Modey Lemon- Thunder and Lightning (Birdman)

Ok, so their name is too goddamn fussy. It sounds like some Frenchman’s mangling of an old blues singer, or something. Beyond that, there are bleary-eyed savages running wild through a dense feedback jungle here, so let’s skip the surface jive and dive right in. Modey Lemon are another entry in the suddenly crowded sub-sub-genre of blues-punk duos. I dunno if they were the first or the last to get on this highly unlikely gravy train (I suspect somewhere in the middle), but they are most likely the first two-man garage racketeers from Pittsburgh, which is surely the most under-rated rock and roll town in the country. For the record, Paul Quattrone is on the traps, and one Phil Boyd is lead everything else. Together they chug and rattle and blurt with such reptile intuition that it makes you think they’ve gotta be sharing something- half a brain, a couple of balls, maybe- to flow so perfectly with one another. Sure, the Lemon wallows in the same dirty-fuzz gospel as like-minded sinners like the Lee County Killers and the Black Keys, but the difference here is weight and intensity. As bare boned as this outfit is, they pack a whole ear bleeding wall of rock action in the claustrophobic confines of “Thunder and Lightning”. How the fuck do two guys manage to kick out the goddamn jams with such ferocity without 5 Motor City revolutionary nutcases covering their backs? Listen, that’s just the way they handle business in Steel City, Jack. Any band that’s gonna cop the title of their record from a Thin Lizzy album- the album that featured the monstrous “Cold Sweat”, even- had better come to the party armed to the teeth. And believe me, Modey Lemon is packing plenty of heat here. They just gotta change their name, or nobody’s gonna buy any t-shirts.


◆ Task requirements ◆
What lines below include the string "label"? Pick them out and copy them.

◆ Dataset records ◆
-- Opening Marker --

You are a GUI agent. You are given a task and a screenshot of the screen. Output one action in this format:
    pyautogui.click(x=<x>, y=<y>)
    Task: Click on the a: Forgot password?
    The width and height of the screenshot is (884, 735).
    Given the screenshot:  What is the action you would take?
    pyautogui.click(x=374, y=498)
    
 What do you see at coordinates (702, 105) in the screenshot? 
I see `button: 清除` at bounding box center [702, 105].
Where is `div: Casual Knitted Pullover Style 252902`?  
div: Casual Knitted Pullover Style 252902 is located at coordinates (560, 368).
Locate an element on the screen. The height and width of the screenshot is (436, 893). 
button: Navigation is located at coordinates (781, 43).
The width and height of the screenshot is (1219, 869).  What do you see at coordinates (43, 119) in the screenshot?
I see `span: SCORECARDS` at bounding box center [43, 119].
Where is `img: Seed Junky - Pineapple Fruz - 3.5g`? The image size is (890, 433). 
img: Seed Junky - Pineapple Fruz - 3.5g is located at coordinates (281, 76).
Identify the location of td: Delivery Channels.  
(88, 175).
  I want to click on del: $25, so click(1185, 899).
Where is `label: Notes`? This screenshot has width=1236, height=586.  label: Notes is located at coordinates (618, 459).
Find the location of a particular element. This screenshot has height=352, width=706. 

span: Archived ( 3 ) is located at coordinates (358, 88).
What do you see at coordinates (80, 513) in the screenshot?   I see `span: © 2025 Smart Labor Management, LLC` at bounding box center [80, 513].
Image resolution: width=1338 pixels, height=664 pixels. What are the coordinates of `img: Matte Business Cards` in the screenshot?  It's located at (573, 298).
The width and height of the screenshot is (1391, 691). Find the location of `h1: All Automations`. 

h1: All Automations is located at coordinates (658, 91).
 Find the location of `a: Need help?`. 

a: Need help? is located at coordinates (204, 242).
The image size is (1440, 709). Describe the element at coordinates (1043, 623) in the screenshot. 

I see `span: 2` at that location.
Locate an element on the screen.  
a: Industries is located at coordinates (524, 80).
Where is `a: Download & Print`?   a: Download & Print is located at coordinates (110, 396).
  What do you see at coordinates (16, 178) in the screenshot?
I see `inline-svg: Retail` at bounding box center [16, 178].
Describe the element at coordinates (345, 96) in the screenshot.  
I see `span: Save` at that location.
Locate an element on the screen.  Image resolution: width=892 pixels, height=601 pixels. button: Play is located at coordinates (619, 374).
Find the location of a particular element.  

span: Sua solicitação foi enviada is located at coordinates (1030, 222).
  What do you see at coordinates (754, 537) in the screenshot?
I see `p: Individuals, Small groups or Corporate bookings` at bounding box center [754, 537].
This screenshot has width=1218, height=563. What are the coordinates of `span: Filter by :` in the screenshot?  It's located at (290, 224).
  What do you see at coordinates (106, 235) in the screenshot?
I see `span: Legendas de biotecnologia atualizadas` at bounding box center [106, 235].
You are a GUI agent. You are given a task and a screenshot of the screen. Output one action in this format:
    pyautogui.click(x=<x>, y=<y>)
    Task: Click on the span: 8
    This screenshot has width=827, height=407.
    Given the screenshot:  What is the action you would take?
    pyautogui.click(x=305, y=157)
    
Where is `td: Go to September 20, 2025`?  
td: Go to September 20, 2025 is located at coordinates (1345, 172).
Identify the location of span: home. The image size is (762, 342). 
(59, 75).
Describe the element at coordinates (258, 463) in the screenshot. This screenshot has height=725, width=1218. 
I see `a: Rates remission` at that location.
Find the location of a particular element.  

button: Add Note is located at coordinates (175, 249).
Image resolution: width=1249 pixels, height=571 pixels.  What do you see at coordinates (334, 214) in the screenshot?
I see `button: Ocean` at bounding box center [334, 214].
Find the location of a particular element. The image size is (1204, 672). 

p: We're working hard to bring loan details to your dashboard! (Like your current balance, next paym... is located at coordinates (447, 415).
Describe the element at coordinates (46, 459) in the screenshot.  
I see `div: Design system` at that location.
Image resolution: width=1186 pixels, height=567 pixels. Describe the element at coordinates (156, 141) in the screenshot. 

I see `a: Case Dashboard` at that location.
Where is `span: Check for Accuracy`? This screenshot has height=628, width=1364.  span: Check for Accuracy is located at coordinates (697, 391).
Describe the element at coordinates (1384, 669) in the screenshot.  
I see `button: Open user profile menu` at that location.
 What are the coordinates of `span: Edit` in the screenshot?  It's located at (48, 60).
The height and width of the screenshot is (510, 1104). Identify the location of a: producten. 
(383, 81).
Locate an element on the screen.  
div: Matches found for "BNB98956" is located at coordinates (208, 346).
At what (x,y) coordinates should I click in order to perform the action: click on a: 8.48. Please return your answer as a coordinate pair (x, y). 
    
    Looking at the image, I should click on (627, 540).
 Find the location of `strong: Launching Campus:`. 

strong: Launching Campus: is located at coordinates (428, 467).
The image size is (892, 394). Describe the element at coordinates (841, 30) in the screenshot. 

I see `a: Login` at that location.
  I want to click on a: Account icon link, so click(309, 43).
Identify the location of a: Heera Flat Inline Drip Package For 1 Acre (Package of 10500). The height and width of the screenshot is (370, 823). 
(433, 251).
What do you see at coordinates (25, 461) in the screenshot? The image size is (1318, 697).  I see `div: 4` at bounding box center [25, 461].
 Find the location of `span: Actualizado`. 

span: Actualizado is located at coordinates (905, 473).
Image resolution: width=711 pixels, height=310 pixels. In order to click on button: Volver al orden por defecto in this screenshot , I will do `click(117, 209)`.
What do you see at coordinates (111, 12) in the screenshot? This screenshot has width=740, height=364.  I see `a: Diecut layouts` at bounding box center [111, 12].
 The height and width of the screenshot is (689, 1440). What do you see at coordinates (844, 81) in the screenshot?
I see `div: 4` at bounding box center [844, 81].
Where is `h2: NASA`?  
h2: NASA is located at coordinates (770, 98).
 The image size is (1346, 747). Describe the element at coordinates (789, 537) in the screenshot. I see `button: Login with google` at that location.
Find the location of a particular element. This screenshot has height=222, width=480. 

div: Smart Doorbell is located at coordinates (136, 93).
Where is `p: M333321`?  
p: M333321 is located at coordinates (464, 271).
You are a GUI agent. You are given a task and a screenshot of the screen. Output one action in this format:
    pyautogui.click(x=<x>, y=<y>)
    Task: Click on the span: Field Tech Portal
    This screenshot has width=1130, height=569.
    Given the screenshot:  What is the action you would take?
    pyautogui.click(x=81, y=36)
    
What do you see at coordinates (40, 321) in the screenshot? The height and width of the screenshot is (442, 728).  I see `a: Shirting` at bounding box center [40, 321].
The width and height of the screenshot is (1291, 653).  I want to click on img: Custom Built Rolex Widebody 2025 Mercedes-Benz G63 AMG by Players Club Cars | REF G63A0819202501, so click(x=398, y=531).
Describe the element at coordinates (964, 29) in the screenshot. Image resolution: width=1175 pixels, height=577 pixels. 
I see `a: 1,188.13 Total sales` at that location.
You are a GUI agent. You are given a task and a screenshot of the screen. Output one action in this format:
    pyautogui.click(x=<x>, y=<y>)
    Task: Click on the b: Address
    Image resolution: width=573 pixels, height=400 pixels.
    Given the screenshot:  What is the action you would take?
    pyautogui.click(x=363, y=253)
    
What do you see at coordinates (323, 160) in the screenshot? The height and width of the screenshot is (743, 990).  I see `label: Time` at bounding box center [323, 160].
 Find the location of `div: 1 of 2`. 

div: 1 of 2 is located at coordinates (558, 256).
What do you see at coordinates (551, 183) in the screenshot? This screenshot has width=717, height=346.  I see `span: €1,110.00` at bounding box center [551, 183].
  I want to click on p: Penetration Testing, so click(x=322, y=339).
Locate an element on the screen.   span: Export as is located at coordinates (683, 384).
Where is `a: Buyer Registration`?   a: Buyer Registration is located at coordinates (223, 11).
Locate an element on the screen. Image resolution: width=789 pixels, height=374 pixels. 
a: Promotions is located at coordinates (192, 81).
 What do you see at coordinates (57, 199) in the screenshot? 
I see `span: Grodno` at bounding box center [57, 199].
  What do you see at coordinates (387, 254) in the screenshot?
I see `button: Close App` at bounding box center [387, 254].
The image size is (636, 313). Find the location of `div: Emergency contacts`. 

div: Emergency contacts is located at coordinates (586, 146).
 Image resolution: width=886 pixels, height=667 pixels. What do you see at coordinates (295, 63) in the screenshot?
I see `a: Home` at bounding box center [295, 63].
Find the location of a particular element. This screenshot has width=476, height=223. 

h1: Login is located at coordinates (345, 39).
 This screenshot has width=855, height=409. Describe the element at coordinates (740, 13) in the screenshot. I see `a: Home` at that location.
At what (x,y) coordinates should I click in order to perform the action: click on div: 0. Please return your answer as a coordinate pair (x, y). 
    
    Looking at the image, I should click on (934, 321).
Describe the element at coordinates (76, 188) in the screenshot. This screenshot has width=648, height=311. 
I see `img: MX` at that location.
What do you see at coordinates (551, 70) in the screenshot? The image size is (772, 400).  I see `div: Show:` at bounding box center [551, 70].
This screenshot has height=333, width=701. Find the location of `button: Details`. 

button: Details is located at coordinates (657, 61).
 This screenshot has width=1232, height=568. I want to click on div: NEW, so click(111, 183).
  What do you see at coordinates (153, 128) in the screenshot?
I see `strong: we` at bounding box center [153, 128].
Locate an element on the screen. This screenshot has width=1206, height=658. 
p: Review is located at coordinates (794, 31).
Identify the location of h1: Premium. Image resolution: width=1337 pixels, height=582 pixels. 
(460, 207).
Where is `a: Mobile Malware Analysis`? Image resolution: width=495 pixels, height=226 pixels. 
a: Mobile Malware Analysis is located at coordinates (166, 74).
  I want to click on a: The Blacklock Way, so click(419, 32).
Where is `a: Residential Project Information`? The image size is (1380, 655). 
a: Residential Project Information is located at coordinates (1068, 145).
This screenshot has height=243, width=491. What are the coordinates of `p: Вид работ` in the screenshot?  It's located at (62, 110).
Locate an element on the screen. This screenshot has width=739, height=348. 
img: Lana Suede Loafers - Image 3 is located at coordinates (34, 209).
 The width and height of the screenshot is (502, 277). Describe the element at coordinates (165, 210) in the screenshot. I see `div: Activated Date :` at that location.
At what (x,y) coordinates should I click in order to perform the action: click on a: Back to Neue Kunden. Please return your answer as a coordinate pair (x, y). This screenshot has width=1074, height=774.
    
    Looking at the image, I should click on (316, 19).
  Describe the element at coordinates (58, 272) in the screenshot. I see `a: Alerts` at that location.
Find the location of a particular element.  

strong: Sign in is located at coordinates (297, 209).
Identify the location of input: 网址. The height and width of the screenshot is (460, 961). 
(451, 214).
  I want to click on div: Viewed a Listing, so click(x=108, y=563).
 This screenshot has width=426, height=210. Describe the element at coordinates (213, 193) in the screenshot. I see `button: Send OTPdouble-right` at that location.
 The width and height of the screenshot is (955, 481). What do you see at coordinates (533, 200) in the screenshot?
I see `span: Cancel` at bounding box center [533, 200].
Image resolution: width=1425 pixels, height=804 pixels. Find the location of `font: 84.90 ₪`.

-- Closing Marker --

◆ Answer space ◆
Where is `label: Notes`? This screenshot has width=1236, height=586.  label: Notes is located at coordinates (618, 459).
What do you see at coordinates (323, 160) in the screenshot? The height and width of the screenshot is (743, 990).  I see `label: Time` at bounding box center [323, 160].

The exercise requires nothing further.